From Lviv to Lille: The Odyssey of a Gastronaught

As a neophyte to the, as yet, unnamed discipline of food studies, I needed help deciphering the assumptions in the early cooking manuals. Julia Child, part-time Santa Barbara resident at the time, came to the rescue. Indeed, she proved to be indispensable at the very outset of my project because she had the right connections. She introduced me to the Culinary Historians of Boston, whose wisdom substantially broadened my perspective on foodways in early modern Europe. With a passion for the social history of food, these historians often draw on the rich resources of the Schlesinger Library of the Radcliffe Institute of Harvard University for scholarly pursuits into nutrition. The most important member for me at that point was Barbara Wheaton whose 1983 tome, Savoring the Past: The French Kitchen and Table from 1300 to 1789, became the bible for research into food in France.

Julia Child

Julia Child
FROM THE FILES
OF NOEL RILEY FITCH

I got to know Julia especially well for the last ten years of her life when she became a full-time resident in Santa Barbara. During that time she taught me more about the diplomacy of tasting than about the preparation of meals — at which I remain an amateur in both senses of the term. Whenever we went to lunch or supper, she would always reserve her criticisms — “the beets were soggy” — for the ride home. Most of all, it was her enthusiastic way of greeting people on the phone that I miss about her. “RON! How are you?” made me feel that I was the only person in the world that counted for her.

But the truth is that she had many friends, and they all admired the way she could remember a tale about dining with friends that became the heart of her memoirs. She connected food and life in her writings as she did every day of her existence. For her all guests were, as the French have it, compagnons or copains, those who break bread together.

…I sometimes wander down to the old streets, walking beside those ancient tenements, and I can smell the rugelach. I can smell the pierogis. And I’m a boy again, heading to see grandma.

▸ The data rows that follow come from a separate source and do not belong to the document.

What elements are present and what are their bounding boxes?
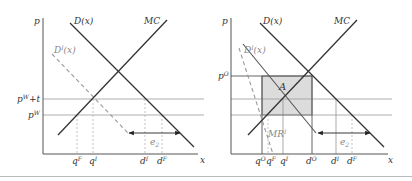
x-tick-do: dO — [306, 155, 317, 166]
po-label: pO — [218, 70, 229, 81]
x-tick-qo: qO — [255, 155, 266, 166]
x-tick-qf: qF — [72, 155, 83, 166]
e2-label: e2 — [150, 137, 159, 148]
trade-policy-diagram: p x D(x) MC DI(x) pW+t pW qF qI dI dF e2 — [0, 0, 412, 181]
x-tick-qi: qI — [89, 155, 98, 166]
demand-label: D(x) — [73, 16, 94, 26]
domestic-demand-curve — [52, 54, 128, 133]
x-tick-di-right: dI — [331, 155, 340, 166]
right-panel: p x D(x) MC DI(x) MRI pO A qO qF qI dO d… — [218, 16, 393, 166]
y-axis-label-right: p — [222, 16, 228, 26]
mc-label: MC — [143, 16, 160, 26]
pw-plus-t-label: pW+t — [17, 93, 40, 104]
x-tick-qi-right: qI — [280, 155, 289, 166]
marginal-cost-curve — [58, 20, 167, 135]
x-tick-df: dF — [157, 155, 168, 166]
x-axis-label: x — [200, 155, 205, 165]
mr-label: MRI — [267, 128, 287, 139]
y-axis-label: p — [34, 16, 40, 26]
x-axis-label-right: x — [388, 155, 393, 165]
domestic-demand-label-right: DI(x) — [243, 44, 266, 55]
area-a-label: A — [278, 81, 286, 92]
demand-curve — [70, 23, 194, 147]
pw-label: pW — [28, 109, 41, 120]
left-panel: p x D(x) MC DI(x) pW+t pW qF qI dI dF e2 — [17, 16, 205, 166]
domestic-demand-label: DI(x) — [53, 44, 76, 55]
mc-label-right: MC — [333, 16, 350, 26]
area-a — [262, 76, 312, 115]
x-tick-qf-right: qF — [266, 155, 277, 166]
e2-label-right: e2 — [340, 137, 349, 148]
demand-label-right: D(x) — [262, 16, 283, 26]
x-tick-df-right: dF — [347, 155, 358, 166]
x-tick-di: dI — [140, 155, 149, 166]
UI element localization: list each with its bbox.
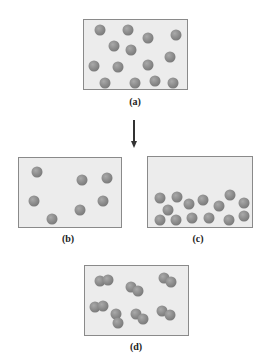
particle-sphere [113,318,124,329]
particle-sphere [225,190,236,201]
particle-sphere [184,199,195,210]
particle-sphere [239,198,250,209]
panel-c-label: (c) [192,233,203,244]
particle-sphere [198,195,209,206]
particle-sphere [165,310,176,321]
particle-sphere [204,213,215,224]
particle-sphere [109,41,120,52]
particle-sphere [166,277,177,288]
panel-a-label: (a) [129,96,141,107]
particle-sphere [123,25,134,36]
particle-sphere [239,211,250,222]
particle-sphere [163,205,174,216]
particle-sphere [29,196,40,207]
particle-sphere [172,192,183,203]
particle-sphere [77,175,88,186]
panel-b-label: (b) [62,233,74,244]
particle-sphere [171,30,182,41]
particle-sphere [98,301,109,312]
particle-sphere [143,60,154,71]
particle-sphere [130,78,141,89]
particle-sphere [95,25,106,36]
particle-sphere [103,275,114,286]
particle-sphere [126,45,137,56]
particle-sphere [143,33,154,44]
particle-sphere [155,215,166,226]
particle-sphere [133,286,144,297]
particle-sphere [89,61,100,72]
particle-sphere [32,167,43,178]
particle-sphere [102,173,113,184]
particle-sphere [155,193,166,204]
particle-sphere [113,62,124,73]
panel-d-label: (d) [130,341,142,352]
particle-sphere [75,205,86,216]
down-arrow-shaft [133,120,135,142]
particle-sphere [214,201,225,212]
particle-sphere [168,78,179,89]
particle-sphere [171,215,182,226]
particle-sphere [98,196,109,207]
down-arrow-icon [131,141,137,148]
particle-sphere [138,314,149,325]
particle-sphere [224,215,235,226]
particle-sphere [47,214,58,225]
particle-sphere [100,78,111,89]
particle-sphere [150,76,161,87]
particle-sphere [165,52,176,63]
particle-sphere [187,213,198,224]
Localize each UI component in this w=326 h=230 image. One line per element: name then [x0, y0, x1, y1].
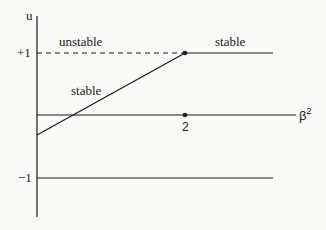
u-axis-label: u: [26, 9, 33, 22]
bifurcation-point-axis: [183, 113, 188, 118]
tick-label-two: 2: [182, 121, 189, 133]
beta-exponent: 2: [306, 106, 311, 116]
tick-label-minus-one: −1: [18, 171, 32, 184]
region-label-stable-slanted: stable: [71, 84, 101, 97]
region-label-stable-upper: stable: [215, 35, 245, 48]
beta-squared-label: β2: [299, 109, 312, 122]
bifurcation-diagram: [0, 0, 326, 230]
region-label-unstable: unstable: [59, 35, 102, 48]
stable-branch-slanted: [37, 53, 185, 135]
tick-label-plus-one: +1: [17, 46, 31, 59]
bifurcation-point-upper: [183, 51, 188, 56]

Since most writing about food is, like Julia’s, upbeat and imaginative, the decade of the 1980s was inspirational for me, especially as I followed the excited explosion of cooking manuals that began back in the seventeenth century with Le Cuisinier françois. Perhaps the prime modern example of the rapport between style and sauce occurs in the writings of M.F.K. Fisher. Never satisfied with practice alone, Fisher suffused it with theory. The influence of Brillat-Savarin’s Physiologie du goût in particular haunts her work. It is no wonder, then, that she has given us a remarkable translation, The Physiology of Taste (1949), that earned high praise as being the King James version of the 1848 text. I am surely not the only person who thought that she deserved the Nobel Prize in Literature for her finely nuanced stories of love of food as it was revealed through love of place and of people.

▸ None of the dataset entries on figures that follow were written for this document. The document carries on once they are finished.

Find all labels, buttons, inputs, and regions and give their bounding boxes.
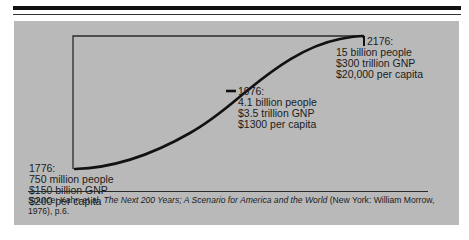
annotation-1976-per-capita: $1300 per capita bbox=[238, 119, 317, 130]
source-citation: Source: Kahn et al. The Next 200 Years; … bbox=[28, 195, 438, 217]
chart-frame bbox=[73, 36, 363, 169]
annotation-2176-details: 15 billion people $300 trillion GNP $20,… bbox=[336, 47, 423, 80]
growth-curve bbox=[75, 36, 363, 169]
annotation-1976: 1976: 4.1 billion people $3.5 trillion G… bbox=[238, 86, 317, 130]
source-divider bbox=[28, 191, 428, 192]
annotation-2176-per-capita: $20,000 per capita bbox=[336, 69, 423, 80]
source-title: The Next 200 Years; A Scenario for Ameri… bbox=[103, 195, 327, 205]
source-prefix: Source: Kahn et al. bbox=[28, 195, 103, 205]
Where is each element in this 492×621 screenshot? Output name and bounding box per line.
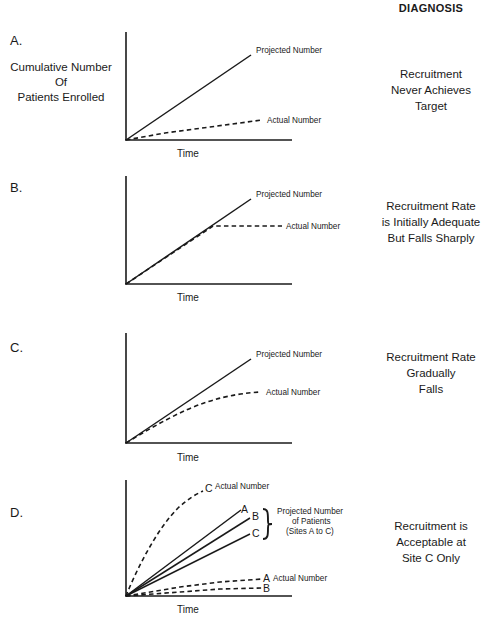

My personal contribution to this literary genre was my book, Tarte à la crème: Comedy and Gastronomy in Molière’s Theater, also published in Italian. This groundbreaking work reoriented my career and offered the scholarly world a new perspective on matters of taste in the French Classical Age. I demonstrated that one of the principal criteria of distinction in a very class-conscious age resided in the ability to conceive and express judgments about refined acts of ingestion. My conversion to what I call gastrocriticism (a potentially explosive approach, to be sure) has paid multiple dividends, for I am often called upon to contribute to colloquia in a variety of countries as the appointed “gastronaught,” speaking to the lexicon of food and drink that enriches most literary texts from Homer to Hemingway and beyond.

I also eat better.

And yet…

On my rare trips back to New York, I sometimes wander down to the old streets, walking beside those ancient tenements, and I can smell the rugelach. I can smell the pierogis. And I’m a boy again, heading to see grandma. To smell the borscht. To find the raisins. On a morning when I do not yet know that ahead of me lies France.